With regard to restoring your sandman ute or van, is there tell tale production markings or signs of an original factory fitted body that cab be destroyed if the bolts and body removed ??
With regard to restoring your sandman ute or van, is there tell tale production markings or signs of an original factory fitted body that cab be destroyed if the bolts and body removed ??
From personal experience, I wouldn't do a body off unless absolutely necessary. Will it be a weekend cruiser or a show car/trailer queen/dry weather only? From personal experience, body off rebuilds take far longer than originally planned (unless you are driven like Grunt was in his rebuild on here), and the time taken would be much better spent driving and enjoying your van, and just an occasional week or 2 off the road every so often for a bit more re-hab as things need. A body off rebuild will make you far less likely want to drive your van as it should and where it should be driven. This comes from someone in their 50's who has a few cars and hates seeing some of them not being driven and also has mates that spent 10 or more years rebuilding one car! Also there have been Sandmans (and other great cars) advertised for sale in a million pieces when the owner got disheartened? with the rebuild after pulling them totally apart. In my opinion, do what is necessary to get it one the road and looking good, (obviously with safety and roadworthy in mind) and get it out there. Leave the body off rebuilds to the "rivet counters"
Also I want to say, great original specs on your van, and if you pull it apart and lose interest, give me a yell. I love green Sandys
cheers
Max
Thank for the input max , will def take your words into account . Has great specs indeed . Cheers. Sean
Body off does not need to be concourse. I will find it 100 times easier to do my ute with the body off. It's not a huge job and you get a better result.
Do it how you want and in the way you enjoy. I thoroughly enjoyed pulling every bit of my XR500 apart and fixing it. All the previous owners had done patch up jobs.
The only time I would not recommend pulling things apart is if it's still in great original condition. That will just destroy a piece of history. Or if you know you won't commit to finishing it or you don't really have the ability to do all the mechanical work yourself.
One of the big advantages with HQ-WB is that you can lift the body off the chassis. Be it for simply cleaning and repairing or doing a concours build.
There is no markings or any real tell tale signs from factory that would indicate separation unless you use Nolathane bushings as replacements. There isn't a lot to do to separate them either.
Comes down to about a dozen bolts and a handbrake. So yeah, arguments for and against.
Concours vs Concourse
A concourse is the walkway or promenade around a football/playing field or train station etc.
Concours is a competition or contest.
They are two different words pronounced differently.
Mind you I'd like a dollar for everytime I see or hear it used wrong!
Even by people on TV car shows who should know better by now.
I am no language expert, but I believe they are actually the same word but one is French and the other is converted to English. The pronunciation of concours is French. They both mean a gathering. Concours was adapted as a gathering of horse and carriage in the 17th century. Concourse is where people gather. It's splitting hairs and neither really are correct for a authenticly restored car. But it's interesting that you brought that up. I had never noticed the two words before. And yes it's annoying when the wrong word is used. I use the wrong words all the time.
However I agree, body off is not a difficult task.
I'm no expert either but I know the difference.
Just to clear things a little:
http://www.dictionary.com/browse/concours?s=t
http://www.dictionary.com/browse/concourse?s=t
http://www.dictionary.com/browse/concours-d-elegance
worth a read.
Thanks Innuendo. Interesting to some I guess. Either way I prefer a untouched good condition original any day.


> **Task to complete**
Whichever lines of the entries hold the word "セッション参照元" should be identified and copied.

> **Given records**
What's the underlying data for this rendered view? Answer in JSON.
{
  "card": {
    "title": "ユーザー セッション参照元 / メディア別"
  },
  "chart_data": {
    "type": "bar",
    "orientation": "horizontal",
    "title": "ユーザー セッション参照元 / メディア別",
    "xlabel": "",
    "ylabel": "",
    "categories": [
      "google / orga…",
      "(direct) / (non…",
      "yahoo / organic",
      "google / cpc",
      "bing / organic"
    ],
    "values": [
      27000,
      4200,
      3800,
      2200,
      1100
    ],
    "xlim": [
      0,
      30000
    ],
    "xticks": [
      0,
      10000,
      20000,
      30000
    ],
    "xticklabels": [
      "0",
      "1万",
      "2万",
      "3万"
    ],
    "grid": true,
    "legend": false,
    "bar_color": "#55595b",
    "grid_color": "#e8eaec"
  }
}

--

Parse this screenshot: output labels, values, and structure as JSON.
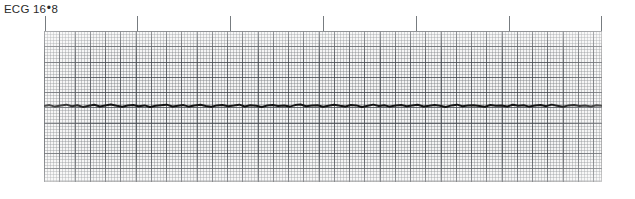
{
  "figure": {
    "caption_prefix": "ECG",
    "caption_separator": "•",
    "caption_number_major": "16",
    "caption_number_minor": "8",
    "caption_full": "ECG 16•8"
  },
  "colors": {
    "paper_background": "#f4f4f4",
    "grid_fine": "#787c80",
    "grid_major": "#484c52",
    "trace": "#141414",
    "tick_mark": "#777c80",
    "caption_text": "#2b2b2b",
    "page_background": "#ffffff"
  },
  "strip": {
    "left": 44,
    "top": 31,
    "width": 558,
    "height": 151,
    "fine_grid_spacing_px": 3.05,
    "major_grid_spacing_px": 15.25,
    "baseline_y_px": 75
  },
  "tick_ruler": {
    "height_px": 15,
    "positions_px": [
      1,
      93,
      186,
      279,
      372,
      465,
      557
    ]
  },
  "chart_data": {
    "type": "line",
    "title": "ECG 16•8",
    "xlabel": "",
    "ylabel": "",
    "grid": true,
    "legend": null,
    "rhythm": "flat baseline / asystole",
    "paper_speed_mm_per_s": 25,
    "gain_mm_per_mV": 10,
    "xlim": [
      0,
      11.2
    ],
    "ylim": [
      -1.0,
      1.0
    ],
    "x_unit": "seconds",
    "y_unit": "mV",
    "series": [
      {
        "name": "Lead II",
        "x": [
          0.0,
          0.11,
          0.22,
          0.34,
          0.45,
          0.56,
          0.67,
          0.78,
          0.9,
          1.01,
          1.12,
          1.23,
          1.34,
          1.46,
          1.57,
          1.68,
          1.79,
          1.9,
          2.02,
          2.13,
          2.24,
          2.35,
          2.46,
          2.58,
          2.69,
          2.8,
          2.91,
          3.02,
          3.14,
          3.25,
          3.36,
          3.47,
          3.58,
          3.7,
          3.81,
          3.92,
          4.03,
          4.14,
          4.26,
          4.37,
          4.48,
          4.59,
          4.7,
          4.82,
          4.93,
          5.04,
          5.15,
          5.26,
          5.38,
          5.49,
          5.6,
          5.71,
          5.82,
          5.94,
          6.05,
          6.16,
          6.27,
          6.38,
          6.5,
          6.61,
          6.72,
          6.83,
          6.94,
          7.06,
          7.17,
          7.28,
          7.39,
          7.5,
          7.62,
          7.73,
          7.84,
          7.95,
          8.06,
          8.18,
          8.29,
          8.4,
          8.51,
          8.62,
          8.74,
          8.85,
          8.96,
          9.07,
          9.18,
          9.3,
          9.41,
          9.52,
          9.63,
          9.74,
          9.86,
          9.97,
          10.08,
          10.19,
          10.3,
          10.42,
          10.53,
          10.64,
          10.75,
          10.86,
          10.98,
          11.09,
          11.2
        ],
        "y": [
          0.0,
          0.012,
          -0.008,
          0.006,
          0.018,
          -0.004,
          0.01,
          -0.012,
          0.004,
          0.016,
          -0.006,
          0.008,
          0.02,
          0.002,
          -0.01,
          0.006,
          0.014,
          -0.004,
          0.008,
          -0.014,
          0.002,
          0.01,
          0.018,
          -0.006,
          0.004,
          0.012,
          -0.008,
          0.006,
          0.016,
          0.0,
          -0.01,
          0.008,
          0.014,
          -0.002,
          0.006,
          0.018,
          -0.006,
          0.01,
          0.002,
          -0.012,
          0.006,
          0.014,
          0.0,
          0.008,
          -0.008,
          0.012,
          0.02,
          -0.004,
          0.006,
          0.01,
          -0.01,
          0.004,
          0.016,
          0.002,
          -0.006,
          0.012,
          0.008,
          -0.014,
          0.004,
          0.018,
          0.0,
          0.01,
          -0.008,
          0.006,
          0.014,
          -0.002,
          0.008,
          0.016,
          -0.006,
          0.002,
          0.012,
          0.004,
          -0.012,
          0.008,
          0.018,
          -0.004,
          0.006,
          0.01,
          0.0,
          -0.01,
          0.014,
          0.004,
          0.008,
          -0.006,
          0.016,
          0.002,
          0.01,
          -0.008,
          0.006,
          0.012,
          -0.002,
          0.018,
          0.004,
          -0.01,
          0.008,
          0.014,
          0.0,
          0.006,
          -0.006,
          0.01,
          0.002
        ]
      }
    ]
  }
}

> **Output**
    "title": "ユーザー セッション参照元 / メディア別"
    "title": "ユーザー セッション参照元 / メディア別",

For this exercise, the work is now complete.